The tripartite package is a “very clear signal” to Iran, Secretary of Defense Chuck Hagel said during his first official trip to the Middle East shortly after the arms sale was announced on April 19.

Iran got the signal and its state-owned PressTV responded by saying that justifying the latest arms deal by citing “the so-called Iran threat” was another example of the Obama administration’s efforts “to incite regional conflicts in the Middle East.”

But certainly, this huge transfer of weaponry to the Middle East is meant to telegraph other things as well.

“To me, it’s a bigger signal to Saudi than to Iran,” said Gary Sick, executive director of the Gulf/2000 project at Columbia University’s School of International and Public Affairs.

Gulf countries, and Saudi Arabia in particular, have become increasingly disenchanted with the United States for a variety of reasons, Sick explained. Those reasons include the US occupation of Iraq, which allowed Iran to significantly increase its presence there; the declared “pivot” to Asia as a region of US attention; Washington’s willingness let Egypt’s former president Hosni Mubarak fall to a revolution, as well as its reluctance to get more involved in the Syrian civil war.

In addition, the Saudis fear that Washington wants to closely re-engage with Iran in a relationship similar to the one it had before Iran’s 1979 Islamic revolution, adversely affecting Riyadh’s alliance with the United States, Sick said.

So, with the latest arms deal, he added, “we’re sending them a clear signal that we trust them, that we intend to work with them in the future, that we share their views about Iran” and that “their fears are unfounded.”

For Israel, the arms deal was meant to once again demonstrate US commitment to Israel’s security. “This is a concrete thing that [President Obama] set out to do as part of [making] the US–Israel defense relationship stronger than ever,” one Pentagon official said, according to the media briefing transcript.

The officials were at pains to point out that Israel’s military edge over its neighbors was not affected by the new arms package. In fact, it was probably strengthened, and that was the sine qua non for selling more advanced weaponry to the Saudis and Emiratis. As one Pentagon official noted at the briefing: “Qualitatively, it really raises the level of Israel's military superiority to a level it has not been before, and I think that has allowed us to provide a rise in the level of the Gulf partners, as well.”

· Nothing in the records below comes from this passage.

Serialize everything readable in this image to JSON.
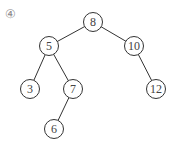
{
  "label": "④",
  "tree": {
    "nodes": [
      {
        "id": "n8",
        "value": "8",
        "x": 93,
        "y": 22
      },
      {
        "id": "n5",
        "value": "5",
        "x": 49,
        "y": 46
      },
      {
        "id": "n10",
        "value": "10",
        "x": 134,
        "y": 46
      },
      {
        "id": "n3",
        "value": "3",
        "x": 30,
        "y": 89
      },
      {
        "id": "n7",
        "value": "7",
        "x": 73,
        "y": 89
      },
      {
        "id": "n12",
        "value": "12",
        "x": 156,
        "y": 89
      },
      {
        "id": "n6",
        "value": "6",
        "x": 54,
        "y": 129
      }
    ],
    "edges": [
      {
        "from": "8",
        "to": "5"
      },
      {
        "from": "8",
        "to": "10"
      },
      {
        "from": "5",
        "to": "3"
      },
      {
        "from": "5",
        "to": "7"
      },
      {
        "from": "10",
        "to": "12"
      },
      {
        "from": "7",
        "to": "6"
      }
    ],
    "node_radius": 9.5
  }
}
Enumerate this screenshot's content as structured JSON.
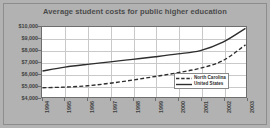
{
  "chart_data": {
    "type": "line",
    "title": "Average student costs for public higher education",
    "xlabel": "",
    "ylabel": "",
    "ylim": [
      4000,
      10000
    ],
    "ytick_labels": [
      "$10,000",
      "$9,000",
      "$8,000",
      "$7,000",
      "$6,000",
      "$5,000",
      "$4,000"
    ],
    "ytick_values": [
      10000,
      9000,
      8000,
      7000,
      6000,
      5000,
      4000
    ],
    "categories": [
      "1994",
      "1995",
      "1996",
      "1997",
      "1998",
      "1999",
      "2000",
      "2001",
      "2002",
      "2003"
    ],
    "x": [
      1994,
      1995,
      1996,
      1997,
      1998,
      1999,
      2000,
      2001,
      2002,
      2003
    ],
    "grid": true,
    "legend_position": "bottom-right",
    "series": [
      {
        "name": "North Carolina",
        "style": "dashed",
        "color": "#2e2e2e",
        "values": [
          4790,
          4850,
          4960,
          5180,
          5450,
          5760,
          6080,
          6470,
          7120,
          8470
        ]
      },
      {
        "name": "United States",
        "style": "solid",
        "color": "#2e2e2e",
        "values": [
          6230,
          6560,
          6800,
          7010,
          7230,
          7450,
          7690,
          7980,
          8700,
          9880
        ]
      }
    ]
  },
  "legend": {
    "items": [
      {
        "label": "North Carolina",
        "style": "dashed"
      },
      {
        "label": "United States",
        "style": "solid"
      }
    ]
  },
  "colors": {
    "background": "#b2b2b2",
    "plot_background": "#ffffff",
    "grid": "#c9c9c9",
    "axis": "#6e6e6e",
    "text": "#3f3f3f",
    "line": "#2e2e2e"
  }
}
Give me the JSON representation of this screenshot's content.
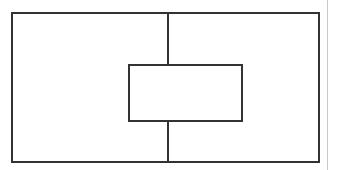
{
  "figure": {
    "title": "",
    "caption": "",
    "background_color": "#ffffff",
    "width": 337,
    "height": 170
  },
  "shapes": {
    "outer_rect": {
      "label": "",
      "stroke_color": "#333333",
      "fill_color": "none",
      "stroke_width": 2,
      "x": 11,
      "y": 12,
      "width": 309,
      "height": 151
    },
    "divider_line": {
      "label": "",
      "stroke_color": "#333333",
      "stroke_width": 2,
      "x": 167,
      "y": 12,
      "length": 151,
      "orientation": "vertical"
    },
    "inner_rect": {
      "label": "",
      "stroke_color": "#333333",
      "fill_color": "#ffffff",
      "stroke_width": 2,
      "x": 128,
      "y": 64,
      "width": 115,
      "height": 58
    },
    "page_edge_line": {
      "label": "",
      "stroke_color": "#c8c8c8",
      "stroke_width": 1,
      "x": 327,
      "y": 0,
      "length": 170,
      "orientation": "vertical"
    }
  }
}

And yet, this new arms package raises some significant and troubling questions.

For one, if the Obama administration is seeking to restrain Israel from militarily attacking Iran’s nuclear development facilities, then why does the new arms package allow it to purchase more advanced refueling tanker planes? These will enhance Israel’s ability to carry out long-distance aerial strikes.

Second, with international sanctions hurting Iran, its military capabilities and equipment are ever more decrepit relative to its neighbors. So why load up US allies with advanced weaponry that is unlikely to be needed defensively?

More broadly, one can ask whether the United States is being responsible by continuing to arm its Middle East allies with ever more sophisticated arms when the dire problems of this unstable region are not amenable to military solutions.

The Israeli–Palestinian conflict, the Syrian civil war, the implosion of Egypt’s economy, the sectarian violence in Iraq, the lack of political and civil rights in the Gulf and Iran’s ambitions to become a nuclear weapons power are what makes the region unstable.

None of them will be cured by V-22 Ospreys, F-15 fighter jets or precision-guided missiles.

Questioning Washington’s transfer of ever-more advanced weaponry to the Middle East is legitimate, Sick says. But this latest arms deal is just another instance of how the US has long approached the region.

“Arms are the coin of the realm,” he said. “It’s the way we conduct diplomacy in the Middle East ... It’s an old game. It’s one that’s been played for the last 30, 40, 50 years. But it keeps getting escalated because the level of arms gets more sophisticated.

“Of course,” he added, “we’re making money at the same time.”